From high school, Reese moved up to semi-pro where his slick fielding impressed the Oakland Oaks who signed him in 1924 and launched him to the big leagues. In 1928, the Yankees purchased Reese’s contract from the Oaks. The year prior to Reese’s promotion to the star-studded Yankees, Reese hit .337 with one homer, 65 runs batted in, 24 stolen bases, and led all PCL second basemen with a .979 fielding average with 622 putouts in 190 games. Reese’s peers recognized him as one of the smoothest fielding second basemen in the game with near-acrobatic skills at the keystone corner.

In 1932, the Yanks sent Reese to the America Association’s Triple-A St. Paul Saints. The St. Louis Cardinals quickly picked him up to fill in for the injured Frankie Frisch. In 90 games with the Cards, Reese batted .265, hit two homers and drove in 26 runs. And so ended Reese’s three-year major league career; 232 games played with a respectable .278 batting average, eight homers and 70 RBIs.

Litle did Reese realize in 1933 when the Cards sold him to the PCL Angels that his baseball career still had six decades remaining. Reese enjoyed outstanding seasons with the Angels and San Diego Padres. He compiled a PCL career batting average of .289 in 1,673 games and holds the league record for most putouts by a second baseman, 4,771, and most assists, 5,119. In 1937, Reese was chosen as the starting second baseman on the All-Time Pacific Coast League team, and in 2002 was elected to the International Jewish Sports Hall of Fame.

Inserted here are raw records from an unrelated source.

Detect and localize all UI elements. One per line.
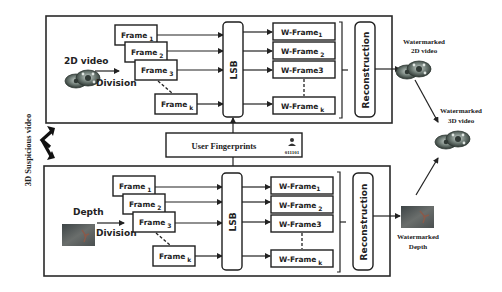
- bottom-panel-depth: Depth Division Frame1 Frame2 Frame3 Fram…: [44, 166, 390, 276]
- frame-1: Frame1: [113, 176, 155, 196]
- frame-3: Frame3: [135, 60, 177, 80]
- user-fingerprints-box: User Fingerprints 011101: [166, 133, 302, 157]
- fingerprint-bits: 011101: [285, 150, 300, 155]
- svg-text:2D video: 2D video: [411, 47, 438, 55]
- w-frame-1: W-Frame1: [271, 177, 333, 194]
- output-watermarked-depth: Watermarked Depth: [397, 206, 439, 251]
- w-frame-3: W-Frame3: [273, 61, 335, 78]
- frame-2: Frame2: [125, 42, 167, 62]
- svg-text:W-Frame3: W-Frame3: [281, 66, 324, 75]
- frame-3: Frame3: [133, 212, 175, 232]
- svg-text:Watermarked: Watermarked: [403, 38, 445, 46]
- svg-text:User Fingerprints: User Fingerprints: [192, 141, 257, 151]
- svg-text:Reconstruction: Reconstruction: [359, 184, 369, 261]
- lsb-block-top: LSB: [223, 22, 243, 117]
- depth-map-icon: [401, 206, 434, 228]
- svg-text:LSB: LSB: [229, 60, 239, 79]
- svg-text:W-Frame1: W-Frame1: [279, 182, 321, 192]
- svg-text:Depth: Depth: [409, 243, 427, 251]
- arrow-2d-to-3d: [415, 80, 438, 122]
- w-frame-1: W-Frame1: [273, 23, 335, 40]
- division-label: Division: [96, 78, 137, 88]
- svg-text:LSB: LSB: [228, 212, 238, 231]
- division-label: Division: [96, 228, 137, 238]
- reconstruction-block-top: Reconstruction: [355, 22, 375, 117]
- input-label-depth: Depth: [73, 207, 104, 217]
- svg-text:W-Frame3: W-Frame3: [279, 220, 322, 229]
- svg-text:3D video: 3D video: [448, 117, 475, 125]
- side-label-3d-suspicious-video: 3D Suspicious video: [23, 114, 33, 186]
- svg-text:W-Frame1: W-Frame1: [281, 28, 323, 38]
- lsb-block-bottom: LSB: [222, 173, 242, 270]
- depth-map-icon: [62, 224, 95, 246]
- w-frame-3: W-Frame3: [271, 215, 333, 232]
- reconstruction-block-bottom: Reconstruction: [353, 173, 373, 270]
- svg-text:Watermarked: Watermarked: [440, 107, 482, 115]
- film-reel-icon: [396, 61, 431, 79]
- w-frame-2: W-Frame2: [273, 42, 335, 59]
- svg-text:Reconstruction: Reconstruction: [361, 32, 371, 109]
- svg-text:Watermarked: Watermarked: [397, 233, 439, 241]
- output-watermarked-3d-video: Watermarked 3D video: [435, 107, 482, 149]
- double-arrow-icon: [42, 126, 55, 160]
- bottom-panel-border: [44, 166, 390, 276]
- w-frame-k: W-Framek: [273, 97, 335, 114]
- frame-2: Frame2: [123, 194, 165, 214]
- output-watermarked-2d-video: Watermarked 2D video: [396, 38, 445, 79]
- frame-k: Framek: [153, 246, 195, 266]
- input-label-2d-video: 2D video: [64, 56, 109, 66]
- frame-k: Framek: [155, 94, 197, 114]
- film-reel-icon: [435, 131, 470, 149]
- top-panel-2d-video: 2D video Division Frame1 Frame2 Frame3 F…: [46, 16, 392, 123]
- w-frame-2: W-Frame2: [271, 196, 333, 213]
- arrow-depth-to-3d: [416, 158, 438, 195]
- watermarking-diagram: 2D video Division Frame1 Frame2 Frame3 F…: [0, 0, 502, 292]
- w-frame-k: W-Framek: [271, 250, 333, 267]
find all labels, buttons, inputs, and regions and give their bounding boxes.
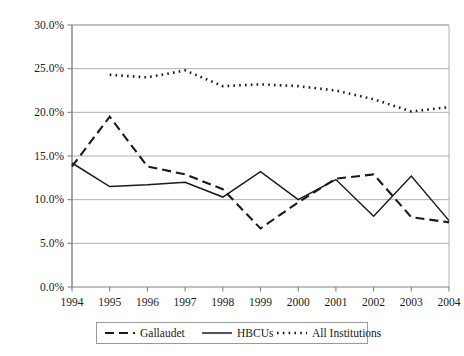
legend-label: All Institutions (312, 327, 381, 339)
y-axis-label-5: 5.0% (8, 237, 64, 249)
y-axis-label-30: 30.0% (8, 19, 64, 31)
x-axis-label-2000: 2000 (279, 296, 317, 308)
y-axis-label-0: 0.0% (8, 281, 64, 293)
legend-swatch-dotted-icon (277, 328, 307, 338)
legend-swatch-dashed-icon (105, 328, 135, 338)
legend-swatch-solid-icon (202, 328, 232, 338)
series-line-all-institutions (110, 70, 449, 111)
legend-item-hbcus: HBCUs (202, 323, 273, 343)
x-axis-label-2002: 2002 (355, 296, 393, 308)
x-axis-label-1998: 1998 (204, 296, 242, 308)
x-axis-label-1999: 1999 (242, 296, 280, 308)
legend-label: HBCUs (237, 327, 273, 339)
y-axis-label-10: 10.0% (8, 193, 64, 205)
y-axis-label-15: 15.0% (8, 150, 64, 162)
axis-ticks (68, 25, 450, 292)
legend-item-all-institutions: All Institutions (277, 323, 381, 343)
x-axis-label-1996: 1996 (128, 296, 166, 308)
x-axis-label-2004: 2004 (430, 296, 464, 308)
x-axis-label-1994: 1994 (53, 296, 91, 308)
x-axis-label-1995: 1995 (91, 296, 129, 308)
x-axis-label-2001: 2001 (317, 296, 355, 308)
y-axis-label-20: 20.0% (8, 106, 64, 118)
y-axis-label-25: 25.0% (8, 62, 64, 74)
series-lines (72, 70, 449, 228)
chart-figure: 0.0%5.0%10.0%15.0%20.0%25.0%30.0% 199419… (0, 0, 464, 356)
chart-legend: GallaudetHBCUsAll Institutions (96, 322, 368, 344)
gridlines (72, 25, 449, 287)
legend-item-gallaudet: Gallaudet (105, 323, 185, 343)
legend-label: Gallaudet (140, 327, 185, 339)
x-axis-label-1997: 1997 (166, 296, 204, 308)
x-axis-label-2003: 2003 (392, 296, 430, 308)
series-line-hbcus (72, 163, 449, 221)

Between 1938 and 1994, Reese worked for minor and major league teams as a coach, manager and scout. With a one-year baseball hiatus in 1944 when he served in the U.S. Army during World War II, Reese was continuously in baseball’s employ. In 1972, at age 71, Reese asked the Angels for a job and was hired as conditioning coach — a position he held until his death in 1994. Angels’ owner Gene Autry had given Reese a lifetime contract.

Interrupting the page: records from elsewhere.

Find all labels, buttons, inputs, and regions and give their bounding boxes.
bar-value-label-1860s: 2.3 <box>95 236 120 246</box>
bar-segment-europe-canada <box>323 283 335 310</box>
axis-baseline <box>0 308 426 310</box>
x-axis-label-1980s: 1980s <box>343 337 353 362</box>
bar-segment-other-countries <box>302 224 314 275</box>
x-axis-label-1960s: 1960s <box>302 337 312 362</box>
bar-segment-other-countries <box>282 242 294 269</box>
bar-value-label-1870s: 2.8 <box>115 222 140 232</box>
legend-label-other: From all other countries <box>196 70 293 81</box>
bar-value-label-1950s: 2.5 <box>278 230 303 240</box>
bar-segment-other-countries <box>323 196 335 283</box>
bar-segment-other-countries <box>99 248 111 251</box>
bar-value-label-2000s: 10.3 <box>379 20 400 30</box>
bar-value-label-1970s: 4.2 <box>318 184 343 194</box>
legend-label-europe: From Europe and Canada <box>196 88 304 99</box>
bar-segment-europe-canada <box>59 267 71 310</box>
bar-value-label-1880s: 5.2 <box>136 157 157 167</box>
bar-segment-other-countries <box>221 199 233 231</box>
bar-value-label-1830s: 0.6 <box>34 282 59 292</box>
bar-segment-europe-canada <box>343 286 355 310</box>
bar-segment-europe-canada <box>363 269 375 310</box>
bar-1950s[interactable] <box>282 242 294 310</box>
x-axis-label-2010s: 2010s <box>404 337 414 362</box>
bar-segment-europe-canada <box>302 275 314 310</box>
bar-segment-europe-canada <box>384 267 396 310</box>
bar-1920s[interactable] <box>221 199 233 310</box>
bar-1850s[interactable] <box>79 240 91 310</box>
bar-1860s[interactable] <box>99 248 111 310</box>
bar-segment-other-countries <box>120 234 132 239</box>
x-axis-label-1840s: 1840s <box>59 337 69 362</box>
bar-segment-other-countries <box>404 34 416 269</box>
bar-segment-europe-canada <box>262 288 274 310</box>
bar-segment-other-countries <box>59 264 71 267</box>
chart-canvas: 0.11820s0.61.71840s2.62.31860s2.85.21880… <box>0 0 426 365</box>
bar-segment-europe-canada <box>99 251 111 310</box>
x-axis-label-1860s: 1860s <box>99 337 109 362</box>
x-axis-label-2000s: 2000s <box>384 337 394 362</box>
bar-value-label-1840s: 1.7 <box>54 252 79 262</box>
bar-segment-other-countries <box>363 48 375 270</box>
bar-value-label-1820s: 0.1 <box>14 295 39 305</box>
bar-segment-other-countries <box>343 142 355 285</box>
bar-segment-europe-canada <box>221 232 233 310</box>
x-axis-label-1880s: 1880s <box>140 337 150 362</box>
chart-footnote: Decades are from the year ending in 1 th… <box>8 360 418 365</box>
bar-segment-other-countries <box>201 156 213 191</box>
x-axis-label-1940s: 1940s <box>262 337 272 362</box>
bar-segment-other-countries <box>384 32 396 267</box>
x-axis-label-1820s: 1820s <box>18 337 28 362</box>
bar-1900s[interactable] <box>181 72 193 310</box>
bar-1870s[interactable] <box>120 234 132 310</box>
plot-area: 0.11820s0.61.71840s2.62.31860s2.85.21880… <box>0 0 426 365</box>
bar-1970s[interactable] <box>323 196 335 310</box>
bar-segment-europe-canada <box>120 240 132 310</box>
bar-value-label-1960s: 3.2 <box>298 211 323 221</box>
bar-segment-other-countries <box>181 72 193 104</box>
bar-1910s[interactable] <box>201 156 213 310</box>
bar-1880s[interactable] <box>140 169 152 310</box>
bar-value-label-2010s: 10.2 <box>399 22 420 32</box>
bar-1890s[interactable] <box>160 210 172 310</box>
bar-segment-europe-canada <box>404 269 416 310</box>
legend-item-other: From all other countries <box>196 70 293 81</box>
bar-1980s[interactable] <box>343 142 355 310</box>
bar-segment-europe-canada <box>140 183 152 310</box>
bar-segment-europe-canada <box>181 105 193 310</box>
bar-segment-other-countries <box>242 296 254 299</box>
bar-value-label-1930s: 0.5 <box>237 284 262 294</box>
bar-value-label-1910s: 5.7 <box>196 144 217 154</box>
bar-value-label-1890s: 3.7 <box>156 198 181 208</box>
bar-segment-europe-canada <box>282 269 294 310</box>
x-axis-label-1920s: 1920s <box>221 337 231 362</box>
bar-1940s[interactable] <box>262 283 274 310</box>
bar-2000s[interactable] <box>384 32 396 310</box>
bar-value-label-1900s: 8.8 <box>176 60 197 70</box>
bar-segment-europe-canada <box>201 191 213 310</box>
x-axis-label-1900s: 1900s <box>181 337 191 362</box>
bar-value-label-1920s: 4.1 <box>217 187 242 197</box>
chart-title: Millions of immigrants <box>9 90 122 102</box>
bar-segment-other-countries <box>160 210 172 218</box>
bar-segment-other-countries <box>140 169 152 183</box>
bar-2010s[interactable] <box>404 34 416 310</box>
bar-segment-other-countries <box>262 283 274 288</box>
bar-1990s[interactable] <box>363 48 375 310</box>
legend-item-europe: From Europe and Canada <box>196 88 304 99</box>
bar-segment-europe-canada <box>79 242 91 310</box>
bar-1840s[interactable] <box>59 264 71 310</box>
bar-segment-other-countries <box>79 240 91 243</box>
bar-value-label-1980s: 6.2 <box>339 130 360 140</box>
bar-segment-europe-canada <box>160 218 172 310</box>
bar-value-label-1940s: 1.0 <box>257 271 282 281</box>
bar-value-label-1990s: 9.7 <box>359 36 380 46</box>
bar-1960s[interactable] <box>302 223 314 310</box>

After the 25-year old righty Nolan Ryan was traded to the Angels from the New York Mets, he befriended Reese. Years later, Ryan said, “He’s the finest human being I’ve ever met.” Ryan’s second son is named Reese in Jimmie’s honor.

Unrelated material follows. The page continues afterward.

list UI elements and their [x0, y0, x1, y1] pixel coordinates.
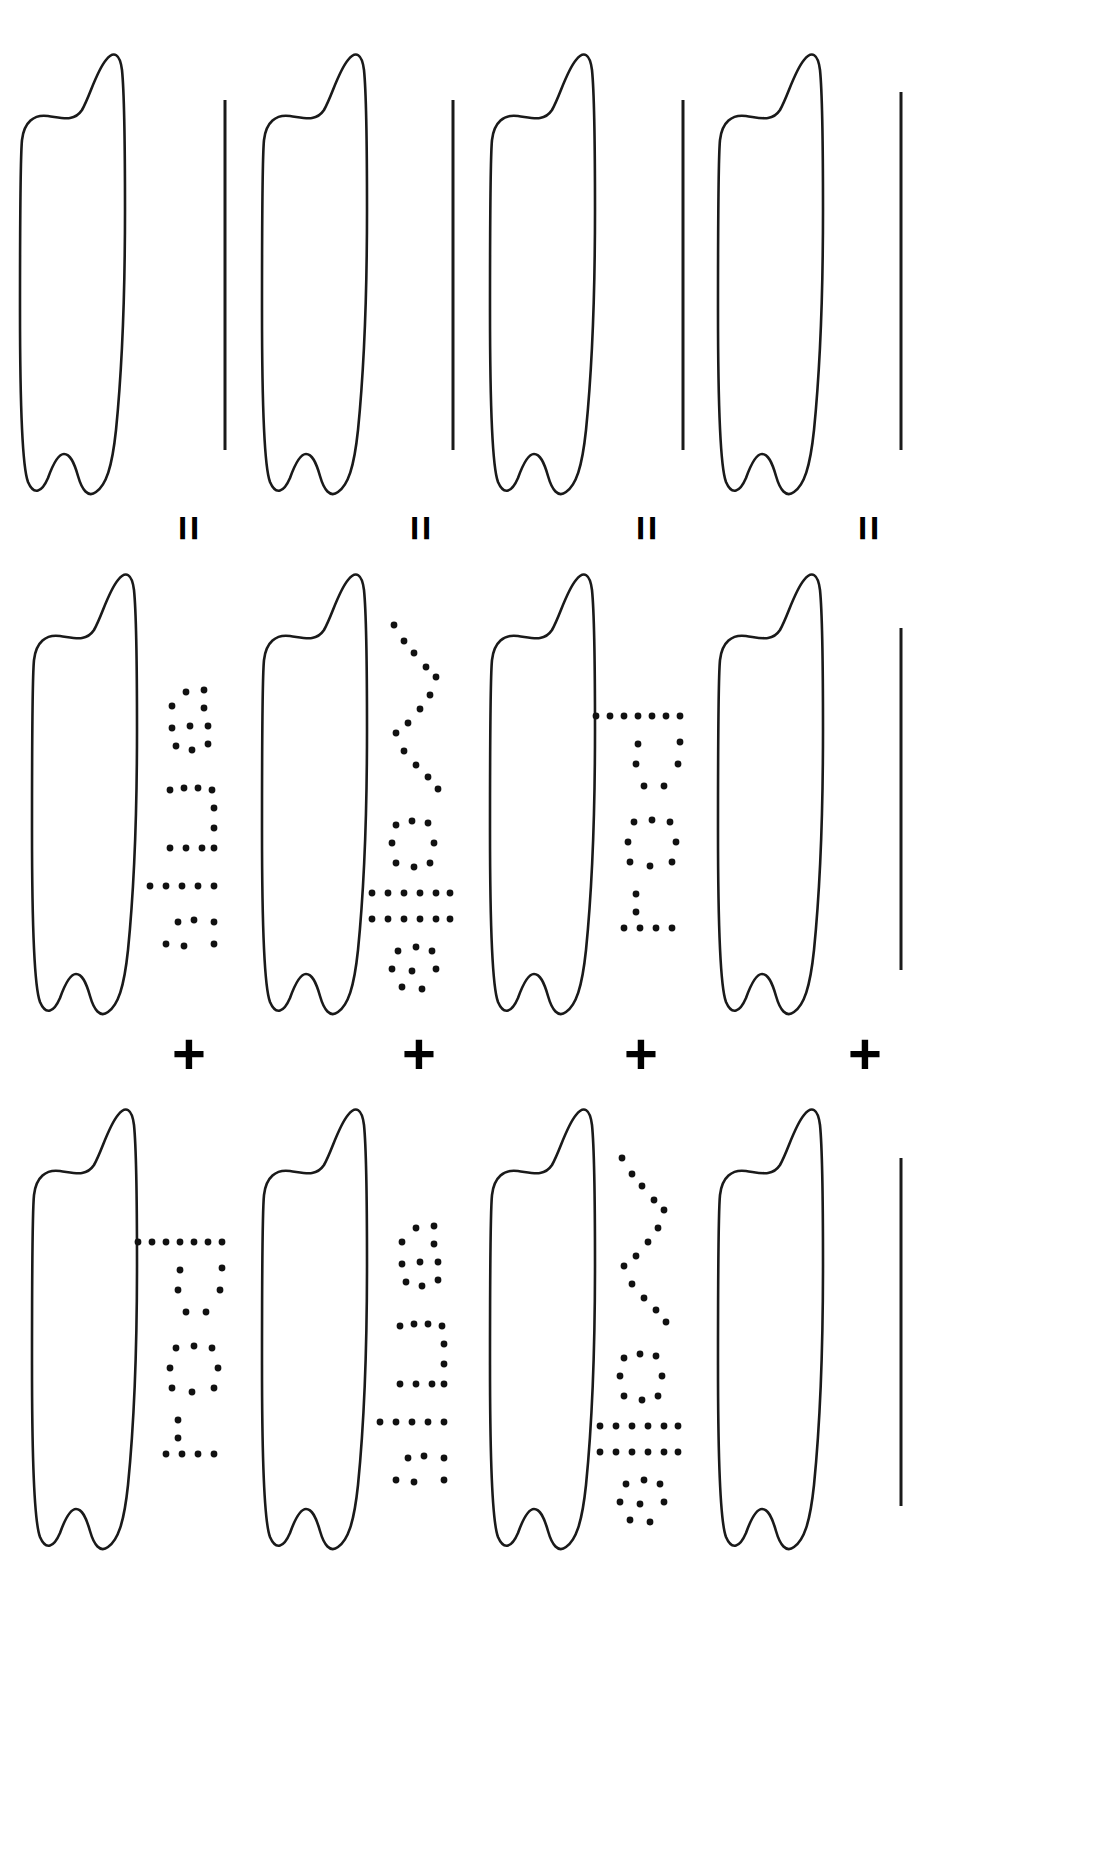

At the time of Reese’s death, he was still on the Angels payroll. A year after Reese passed, the Angels encased his locker in tinted Plexiglas. Inside were his beloved fungo bat and his uniform. His number 50 was retired, joining Ryan, Gene Autry and Rod Carew whose numbers no future Angels player would ever wear. The Angels retired number 26 in Autry’s honor. Baseball rosters had 25 men; Autry became the Angels “26th man.”

Today’s big baseball news is Shohei Ohtani’s $700 million, ten-year contract — “a record” as the headlines blare. But Ohtani’s mark won’t last long. Owners are printing money and, since they can jack up ticket prices at will and indefinitely, have no qualms about laying out cash. Reese’s 77-year baseball longevity record, however, will endure for ages and is a testimony to his love for the national pastime.

Joe Guzzardi is a Society for American Baseball Research and Internet Baseball Writers Association member. Contact him at [email protected].